At the central gathering area, the officers in charge of the landing force gave the order for the males and females to be segregated. There was some light resistance to this from a few of the captives, but in the end, the town was neatly divided between the two sexes.
This too was documented by the holocamera. When
the camera’s crew moved on, Jon and several other Marines were assigned to watch over the males, while the females were led into the Main Gathering Hall. Not knowing what else to do, he signaled the men to sit on the grass.
A few of them tried to make eye contact with him, but he avoided it. He couldn’t bring himself to meet their eyes. For the first time since becoming a Sisterhood Marine, he felt ashamed of the uniform he wore.
Unnamed Settlement, Second Planet, HSL-48 2124A System, Unclaimed Territory, 1043.03|02|02:73:30
Lilith and Katrinn walked together down the shuttle ramp and stepped into the bright sunlight. The shuttle had landed at the end of the settlement’s main street, just behind a Marine hovertank that sat on guard, covering the group of buildings.

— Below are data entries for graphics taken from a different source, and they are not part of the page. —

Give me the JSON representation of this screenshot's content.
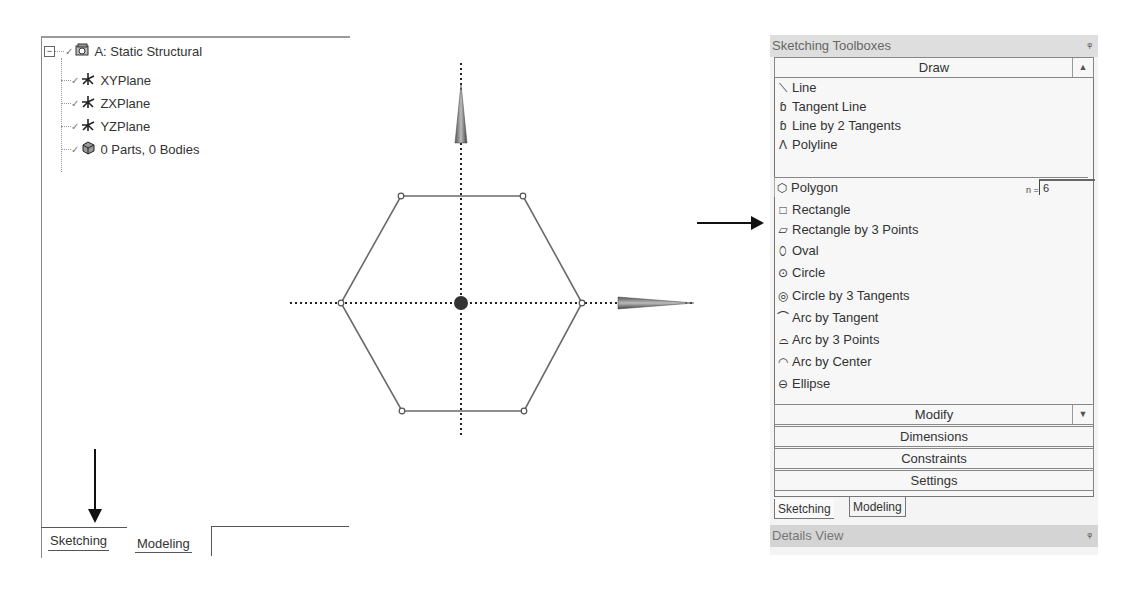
{
  "tree": {
    "root": {
      "label": "A: Static Structural",
      "icon": "static-structural-icon",
      "expanded": true
    },
    "children": [
      {
        "label": "XYPlane",
        "icon": "plane-axis-icon"
      },
      {
        "label": "ZXPlane",
        "icon": "plane-axis-icon"
      },
      {
        "label": "YZPlane",
        "icon": "plane-axis-icon"
      },
      {
        "label": "0 Parts, 0 Bodies",
        "icon": "parts-bodies-icon"
      }
    ],
    "expander_symbol": "−",
    "check_symbol": "✓"
  },
  "left_tabs": [
    {
      "label": "Sketching",
      "active": true
    },
    {
      "label": "Modeling",
      "active": false
    }
  ],
  "sketch": {
    "shape": "hexagon",
    "sides": 6,
    "vertices": [
      [
        401,
        196
      ],
      [
        523,
        196
      ],
      [
        582,
        303
      ],
      [
        524,
        411
      ],
      [
        402,
        411
      ],
      [
        341,
        303
      ]
    ],
    "center": [
      461,
      303
    ],
    "line_color": "#6a6a6a",
    "axis_color": "#222222"
  },
  "toolbox": {
    "title": "Sketching Toolboxes",
    "pin_symbol": "ᵠ",
    "draw_group": {
      "label": "Draw",
      "collapse_symbol": "▲",
      "items": [
        {
          "label": "Line",
          "icon": "line-icon",
          "glyph": "⟍"
        },
        {
          "label": "Tangent Line",
          "icon": "tangent-line-icon",
          "glyph": "ɓ"
        },
        {
          "label": "Line by 2 Tangents",
          "icon": "line-by-2-tangents-icon",
          "glyph": "ɓ"
        },
        {
          "label": "Polyline",
          "icon": "polyline-icon",
          "glyph": "Λ"
        },
        {
          "label": "Polygon",
          "icon": "polygon-icon",
          "glyph": "⬡",
          "selected": true
        },
        {
          "label": "Rectangle",
          "icon": "rectangle-icon",
          "glyph": "□"
        },
        {
          "label": "Rectangle by 3 Points",
          "icon": "rectangle-3-points-icon",
          "glyph": "▱"
        },
        {
          "label": "Oval",
          "icon": "oval-icon",
          "glyph": "⬯"
        },
        {
          "label": "Circle",
          "icon": "circle-icon",
          "glyph": "⊙"
        },
        {
          "label": "Circle by 3 Tangents",
          "icon": "circle-3-tangents-icon",
          "glyph": "◎"
        },
        {
          "label": "Arc by Tangent",
          "icon": "arc-by-tangent-icon",
          "glyph": "⌒"
        },
        {
          "label": "Arc by 3 Points",
          "icon": "arc-3-points-icon",
          "glyph": "⌓"
        },
        {
          "label": "Arc by Center",
          "icon": "arc-by-center-icon",
          "glyph": "◠"
        },
        {
          "label": "Ellipse",
          "icon": "ellipse-icon",
          "glyph": "⊖"
        }
      ],
      "polygon_param": {
        "label": "n =",
        "value": "6"
      }
    },
    "other_groups": [
      {
        "label": "Modify",
        "expand_symbol": "▼"
      },
      {
        "label": "Dimensions"
      },
      {
        "label": "Constraints"
      },
      {
        "label": "Settings"
      }
    ],
    "tabs": [
      {
        "label": "Sketching",
        "active": true
      },
      {
        "label": "Modeling",
        "active": false
      }
    ]
  },
  "details_view": {
    "title": "Details View",
    "pin_symbol": "ᵠ"
  }
}
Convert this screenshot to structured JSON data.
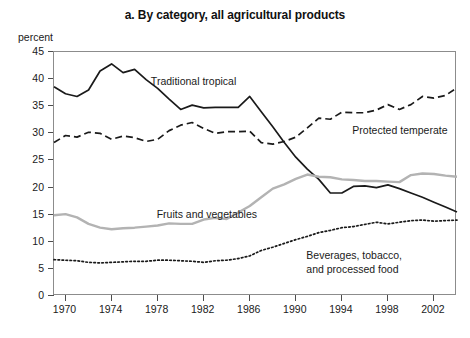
{
  "chart_data": {
    "type": "line",
    "title": "a. By category, all agricultural products",
    "xlabel": "",
    "ylabel": "percent",
    "ylim": [
      0,
      45
    ],
    "xlim": [
      1969,
      2004
    ],
    "grid": false,
    "legend_position": "inline-annotations",
    "y_ticks": [
      0,
      5,
      10,
      15,
      20,
      25,
      30,
      35,
      40,
      45
    ],
    "x_ticks": [
      1970,
      1974,
      1978,
      1982,
      1986,
      1990,
      1994,
      1998,
      2002
    ],
    "x": [
      1969,
      1970,
      1971,
      1972,
      1973,
      1974,
      1975,
      1976,
      1977,
      1978,
      1979,
      1980,
      1981,
      1982,
      1983,
      1984,
      1985,
      1986,
      1987,
      1988,
      1989,
      1990,
      1991,
      1992,
      1993,
      1994,
      1995,
      1996,
      1997,
      1998,
      1999,
      2000,
      2001,
      2002,
      2003,
      2004
    ],
    "series": [
      {
        "name": "Traditional tropical",
        "style": "solid",
        "color": "#1a1a1a",
        "label_x": 1977.5,
        "label_y": 40.5,
        "values": [
          38.6,
          37.3,
          36.8,
          38.0,
          41.5,
          42.8,
          41.2,
          41.8,
          39.9,
          38.3,
          36.3,
          34.4,
          35.2,
          34.7,
          34.8,
          34.8,
          34.8,
          36.8,
          34.0,
          31.2,
          28.3,
          25.6,
          23.4,
          21.5,
          19.0,
          19.0,
          20.2,
          20.3,
          20.0,
          20.5,
          19.8,
          19.0,
          18.2,
          17.3,
          16.4,
          15.5
        ]
      },
      {
        "name": "Protected temperate",
        "style": "dashed",
        "color": "#1a1a1a",
        "label_x": 1995.0,
        "label_y": 31.5,
        "values": [
          28.3,
          29.6,
          29.3,
          30.2,
          30.0,
          28.9,
          29.5,
          29.2,
          28.5,
          28.9,
          30.5,
          31.5,
          32.0,
          30.9,
          30.0,
          30.3,
          30.3,
          30.4,
          28.3,
          28.0,
          28.5,
          29.3,
          31.0,
          32.8,
          32.6,
          33.9,
          33.8,
          33.8,
          34.3,
          35.3,
          34.4,
          35.3,
          36.8,
          36.5,
          37.0,
          38.4
        ]
      },
      {
        "name": "Fruits and vegetables",
        "style": "solid",
        "color": "#b3b3b3",
        "label_x": 1978.0,
        "label_y": 16.0,
        "values": [
          14.9,
          15.1,
          14.5,
          13.3,
          12.6,
          12.3,
          12.5,
          12.6,
          12.8,
          13.0,
          13.4,
          13.3,
          13.3,
          14.1,
          14.4,
          14.2,
          15.4,
          16.6,
          18.2,
          19.8,
          20.6,
          21.6,
          22.4,
          22.0,
          21.9,
          21.5,
          21.4,
          21.2,
          21.2,
          21.1,
          21.0,
          22.3,
          22.6,
          22.5,
          22.2,
          22.0
        ]
      },
      {
        "name": "Beverages, tobacco,\nand processed food",
        "style": "dotted",
        "color": "#1a1a1a",
        "label_x": 1991.0,
        "label_y": 8.4,
        "values": [
          6.7,
          6.6,
          6.5,
          6.2,
          6.1,
          6.2,
          6.3,
          6.4,
          6.4,
          6.6,
          6.6,
          6.5,
          6.4,
          6.2,
          6.5,
          6.6,
          6.9,
          7.4,
          8.4,
          9.0,
          9.7,
          10.4,
          11.0,
          11.7,
          12.1,
          12.6,
          12.8,
          13.2,
          13.6,
          13.3,
          13.6,
          13.9,
          14.0,
          13.8,
          13.9,
          14.0
        ]
      }
    ]
  }
}
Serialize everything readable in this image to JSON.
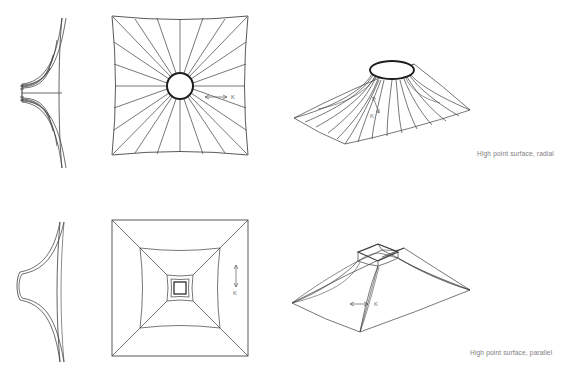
{
  "figure": {
    "title_visible": false,
    "background_color": "#ffffff",
    "line_color": "#3c3c3c",
    "caption_color": "#7d7d7d",
    "rows": [
      {
        "id": "radial",
        "caption": "High point surface, radial",
        "caption_position": {
          "x": 477,
          "y": 150
        },
        "views": [
          "elevation",
          "plan",
          "isometric"
        ],
        "apex_ring_shape": "circle",
        "cable_pattern": "radial",
        "k_label": "K",
        "k_arrow_plan": "horizontal-double-arrow",
        "k_arrow_iso": "vertical-double-arrow"
      },
      {
        "id": "parallel",
        "caption": "High point surface, parallel",
        "caption_position": {
          "x": 470,
          "y": 349
        },
        "views": [
          "elevation",
          "plan",
          "isometric"
        ],
        "apex_ring_shape": "square",
        "cable_pattern": "parallel",
        "k_label": "K",
        "k_arrow_plan": "vertical-double-arrow",
        "k_arrow_iso": "horizontal-double-arrow"
      }
    ],
    "labels": {
      "k_plan_radial": "K",
      "k_plan_parallel": "K",
      "k_iso_radial": "K",
      "k_iso_parallel": "K"
    },
    "geometry": {
      "elevation_radial": {
        "bbox": {
          "x": 14,
          "y": 18,
          "w": 64,
          "h": 148
        },
        "ring_x": 22,
        "ring_top": 84,
        "ring_bottom": 102,
        "edge_x": 62,
        "curve_count": 9,
        "description": "hyperbolic profile, cables fan from central mast ring out to low perimeter"
      },
      "plan_radial": {
        "bbox": {
          "x": 112,
          "y": 16,
          "w": 136,
          "h": 139
        },
        "center": {
          "x": 180,
          "y": 86
        },
        "ring_radius": 13,
        "ring_stroke": 2,
        "radial_line_count": 20,
        "edge_sag": 7,
        "description": "square plan with concave edges, 20 radial cables converging on circular high-point ring"
      },
      "iso_radial": {
        "bbox": {
          "x": 290,
          "y": 48,
          "w": 180,
          "h": 100
        },
        "apex": {
          "x": 392,
          "y": 70,
          "rx": 22,
          "ry": 9
        },
        "base_points": [
          [
            294,
            118
          ],
          [
            345,
            144
          ],
          [
            470,
            110
          ],
          [
            414,
            64
          ]
        ],
        "radial_line_count": 20,
        "description": "conical tensile membrane seen in perspective, radial cables to elliptical ring"
      },
      "elevation_parallel": {
        "bbox": {
          "x": 14,
          "y": 222,
          "w": 64,
          "h": 140
        },
        "ring_x": 20,
        "ring_top": 272,
        "ring_bottom": 300,
        "edge_x": 60,
        "curve_count": 4,
        "description": "smoother hyperbolic profile with small square ring notch at centre"
      },
      "plan_parallel": {
        "bbox": {
          "x": 112,
          "y": 220,
          "w": 136,
          "h": 136
        },
        "center": {
          "x": 180,
          "y": 288
        },
        "rings": [
          {
            "half": 68,
            "sag": 0
          },
          {
            "half": 40,
            "sag": 5
          },
          {
            "half": 17,
            "sag": 3
          },
          {
            "half": 13,
            "sag": 2
          },
          {
            "half": 9,
            "sag": 1
          }
        ],
        "diagonal_count": 4,
        "description": "square plan with nested concentric squares and corner diagonals"
      },
      "iso_parallel": {
        "bbox": {
          "x": 290,
          "y": 230,
          "w": 180,
          "h": 105
        },
        "apex_ring": [
          [
            358,
            252
          ],
          [
            378,
            244
          ],
          [
            398,
            252
          ],
          [
            378,
            261
          ]
        ],
        "base_points": [
          [
            292,
            303
          ],
          [
            360,
            332
          ],
          [
            470,
            290
          ],
          [
            404,
            248
          ]
        ],
        "description": "hip/pyramid tensile roof in perspective with small square high-point ring"
      }
    }
  }
}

Lilith glanced up at the trooper on duty. She was perched atop the turret manning a heavy blaster on a swivel post, and Lilith read the expression on her face. It was boredom mixed with mild confusion, as if the woman wasn’t entirely sure why she was there, or what they were doing with so much firepower in the absence of any threat. She envied her for her ignorance.
“This is appalling,” she said under her breath. “Absolutely appalling.”
Katrinn nodded unhappily. The Zommerlaandars’ mouth was set in a tight, unhappy line. “I know. Just keep it together, Lily. We’ll do our job, and then we’ll get out of here.”
Col. Lislsdaater was standing with a group of officers a little further down the street, and when she saw Lilith and Katrinn, she broke away and marched up to them with a decided spring in her step.
“Commander,” she said, saluting crisply, “the town is secure and we have the residents detained. The crew of the Atalanta has been located and they are in the Main Gathering Hall. We also have the town leaders isolated. They are awaiting your pleasure.”
“I see,” Lilith responded tightly, returning her salute and frowning at the inference that any of this ‘pleased her’ at all. “Did you encounter any resistance, Colonel?”